San Diego Gas & Electric is making a last stand for a plan to recover uninsured costs for the 2007 wildfires from utility customers, appealing to individual state utilities commissioners in several face-to-face meetings this month.
What would utility investors pay?
Two competing draft decisions would either reject outright SDG&E’s proposal for streamlining cost recovery for recent and future fires or prohibit the utility from including costs, including legal expenses, from the 2007 fires.
Instead, the authors suggest, SDG&E should request approval to bill customers using long- standing procedures for major events seen as beyond the control of utility management.
SDG&E is asserting that either draft decision, without amendments, would deprive the utility of a fair opportunity to recover costs for conducting business in a fire-prone region, as guaranteed under California law.
A vote by the California Public Utilities Commission is scheduled for Thursday but may be delayed. The vote could help determine who ultimately is responsible — utility customers or shareholders — for 2007 wildfire costs currently estimated at $369 million, with roughly 1,750 court claims against the utility still unresolved.
Consumer advocates are concerned that the utility’s request would undermine the vetting process that shields customers from unreasonable costs.
Timothy Simon, the commissioner overseeing the proceeding, sought to allay those concerns during a wide-ranging discussion Monday in San Francisco involving the commission’s five members, SDG&E representatives and critics of the utility’s plan.
“I think that the notion that there is no review … or that it is some type of blank check is clearly unwarranted,” said Simon, who indicated revisions to his draft decision were likely before a full commission vote.
Triggered in large part by San Diego Gas & Electric power lines, three wildfires in October 2007 destroyed more than 1,300 homes and killed two people. The final bill is coming due five years after SDG&E exhausted $1.9 billion in insurance and counterclaims against contractors and a cable company linked to the fires’ ignition.
SDG&E has pressed its cases with individual members of the San Francisco-based commission. Many critics of the SDG&E proposal have taken advantage of their own right to equal time with commissioners, who are appointed by the current and previous state governor.
Commissioner Simon has embraced in principle SDG&E’s proposal for utility customers to pick up 90 percent of uninsured fire costs and legal expenses through the creation of a wildfire expense balancing account. Utility investors would pay the first $10 million and 10 percent thereafter.
But the standard would not apply to the 2007 fires, and utility customers could not be charged without a court or commission finding that the utility was not at fault, under Simon’s draft decision. SDG&E has provided its own edition of a draft ruling to commissioners for guidance.
Two of California’s four investor-owned utilities — SDG&E and Southern California Gas, both subsidiaries of Sempra Energy — are parties to the application. Southern California Edison and Pacific Gas and Electric dropped out of the proceeding.
Administrative Law Judge Maribeth Bushey has recommended rejecting the SDG&E plan outright, arguing that it would thrust unlimited liability for damages onto utility customers while undermining incentives to reduce wildfire risks.
Two state investigations found that SDG&E lines, and to a lesser degree Cox Communications equipment, caused the 2007 fires, which spread quickly under dry conditions and gusting Santa Ana winds. Cox has since paid SDG&E $444 million under a settlement agreement.
San Diego Gas & Electric denies it was ever at fault, but it apologized previously for obstructing investigators looking into the root causes. In 2009, SDG&E agreed to pay $14.4 million to the state’s general fund to settle accusations that shoddy maintenance led to the blazes.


Your task:
In the records below, count each line where the word "their" appears, and reply with that number only.

(Beginning of Given data)

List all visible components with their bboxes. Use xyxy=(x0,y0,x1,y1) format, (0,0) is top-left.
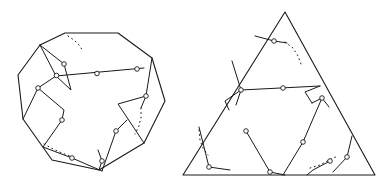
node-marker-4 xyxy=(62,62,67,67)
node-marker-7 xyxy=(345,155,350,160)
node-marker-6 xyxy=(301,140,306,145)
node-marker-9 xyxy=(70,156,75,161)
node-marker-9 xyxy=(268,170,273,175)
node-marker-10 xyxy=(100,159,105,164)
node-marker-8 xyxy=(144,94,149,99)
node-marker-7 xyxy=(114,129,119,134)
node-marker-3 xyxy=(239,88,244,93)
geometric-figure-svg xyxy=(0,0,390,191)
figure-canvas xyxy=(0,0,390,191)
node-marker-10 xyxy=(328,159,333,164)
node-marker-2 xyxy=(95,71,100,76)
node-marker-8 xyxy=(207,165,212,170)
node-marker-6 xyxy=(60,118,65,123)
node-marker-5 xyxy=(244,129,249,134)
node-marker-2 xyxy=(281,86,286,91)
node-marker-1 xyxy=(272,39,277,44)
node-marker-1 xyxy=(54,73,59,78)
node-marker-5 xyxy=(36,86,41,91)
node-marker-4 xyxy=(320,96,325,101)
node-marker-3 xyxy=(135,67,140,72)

(End of Given data)
(Beginning of Given data)

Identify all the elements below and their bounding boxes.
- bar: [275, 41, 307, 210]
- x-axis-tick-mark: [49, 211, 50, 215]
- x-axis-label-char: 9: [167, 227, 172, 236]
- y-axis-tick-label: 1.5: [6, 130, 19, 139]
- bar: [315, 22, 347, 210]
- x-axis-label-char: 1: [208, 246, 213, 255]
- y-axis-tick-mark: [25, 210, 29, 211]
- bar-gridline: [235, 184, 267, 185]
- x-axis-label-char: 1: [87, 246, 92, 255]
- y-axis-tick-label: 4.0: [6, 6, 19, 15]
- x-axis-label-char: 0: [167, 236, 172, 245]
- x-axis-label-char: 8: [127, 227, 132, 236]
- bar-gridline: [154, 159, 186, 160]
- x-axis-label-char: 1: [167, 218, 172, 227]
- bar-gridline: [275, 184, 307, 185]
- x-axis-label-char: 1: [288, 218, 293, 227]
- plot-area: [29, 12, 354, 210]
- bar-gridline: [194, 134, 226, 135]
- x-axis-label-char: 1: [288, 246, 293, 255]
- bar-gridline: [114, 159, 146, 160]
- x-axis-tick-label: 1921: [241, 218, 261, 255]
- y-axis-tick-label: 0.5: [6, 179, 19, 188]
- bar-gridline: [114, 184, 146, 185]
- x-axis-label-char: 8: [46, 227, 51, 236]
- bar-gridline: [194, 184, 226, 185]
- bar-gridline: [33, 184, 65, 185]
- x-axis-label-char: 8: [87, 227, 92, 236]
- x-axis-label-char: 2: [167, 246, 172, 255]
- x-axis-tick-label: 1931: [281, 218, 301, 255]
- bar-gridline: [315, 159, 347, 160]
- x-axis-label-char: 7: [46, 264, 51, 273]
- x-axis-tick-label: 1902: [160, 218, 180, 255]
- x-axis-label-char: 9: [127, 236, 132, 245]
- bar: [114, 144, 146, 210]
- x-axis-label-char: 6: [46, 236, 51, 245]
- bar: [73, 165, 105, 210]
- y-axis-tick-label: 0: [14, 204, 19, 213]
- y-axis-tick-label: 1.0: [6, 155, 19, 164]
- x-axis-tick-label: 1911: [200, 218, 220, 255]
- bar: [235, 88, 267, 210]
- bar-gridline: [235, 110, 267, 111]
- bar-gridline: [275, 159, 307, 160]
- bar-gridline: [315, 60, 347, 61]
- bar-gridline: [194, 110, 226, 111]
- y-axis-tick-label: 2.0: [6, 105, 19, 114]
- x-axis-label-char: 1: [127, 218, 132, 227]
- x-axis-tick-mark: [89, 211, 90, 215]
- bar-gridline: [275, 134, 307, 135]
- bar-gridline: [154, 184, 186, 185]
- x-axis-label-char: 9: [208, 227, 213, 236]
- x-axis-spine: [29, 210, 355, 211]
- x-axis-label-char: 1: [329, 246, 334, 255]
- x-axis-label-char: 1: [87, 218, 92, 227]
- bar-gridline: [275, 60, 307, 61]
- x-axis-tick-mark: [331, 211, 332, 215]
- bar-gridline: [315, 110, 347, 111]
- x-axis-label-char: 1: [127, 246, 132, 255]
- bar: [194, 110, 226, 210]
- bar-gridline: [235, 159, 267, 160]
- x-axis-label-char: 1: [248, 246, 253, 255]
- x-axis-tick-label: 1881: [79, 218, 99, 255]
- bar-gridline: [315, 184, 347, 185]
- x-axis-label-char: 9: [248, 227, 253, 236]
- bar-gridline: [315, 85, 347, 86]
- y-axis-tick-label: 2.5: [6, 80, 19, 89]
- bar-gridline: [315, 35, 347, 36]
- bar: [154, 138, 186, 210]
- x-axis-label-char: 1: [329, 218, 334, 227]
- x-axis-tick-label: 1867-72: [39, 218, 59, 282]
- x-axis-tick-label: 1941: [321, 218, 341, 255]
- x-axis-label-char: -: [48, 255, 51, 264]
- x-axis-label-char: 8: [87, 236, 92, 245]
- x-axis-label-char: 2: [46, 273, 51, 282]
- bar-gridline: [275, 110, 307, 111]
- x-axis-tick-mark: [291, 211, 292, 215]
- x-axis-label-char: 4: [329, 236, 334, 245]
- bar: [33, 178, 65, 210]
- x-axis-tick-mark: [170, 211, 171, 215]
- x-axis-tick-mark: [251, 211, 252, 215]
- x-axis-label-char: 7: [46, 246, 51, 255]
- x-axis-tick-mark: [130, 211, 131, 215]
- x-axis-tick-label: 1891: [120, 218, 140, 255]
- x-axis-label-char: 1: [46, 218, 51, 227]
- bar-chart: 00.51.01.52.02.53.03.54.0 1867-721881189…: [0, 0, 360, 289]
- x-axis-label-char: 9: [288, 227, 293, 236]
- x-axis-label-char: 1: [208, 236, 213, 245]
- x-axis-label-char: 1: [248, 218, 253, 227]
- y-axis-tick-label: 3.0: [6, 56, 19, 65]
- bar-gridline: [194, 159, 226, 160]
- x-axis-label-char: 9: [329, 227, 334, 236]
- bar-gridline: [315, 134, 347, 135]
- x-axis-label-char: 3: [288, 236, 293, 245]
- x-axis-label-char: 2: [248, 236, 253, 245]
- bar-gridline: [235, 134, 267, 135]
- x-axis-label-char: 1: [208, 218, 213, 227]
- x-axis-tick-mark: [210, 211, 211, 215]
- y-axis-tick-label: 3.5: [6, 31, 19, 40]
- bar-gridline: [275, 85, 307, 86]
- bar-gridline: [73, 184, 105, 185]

(End of Given data)

Task response:
2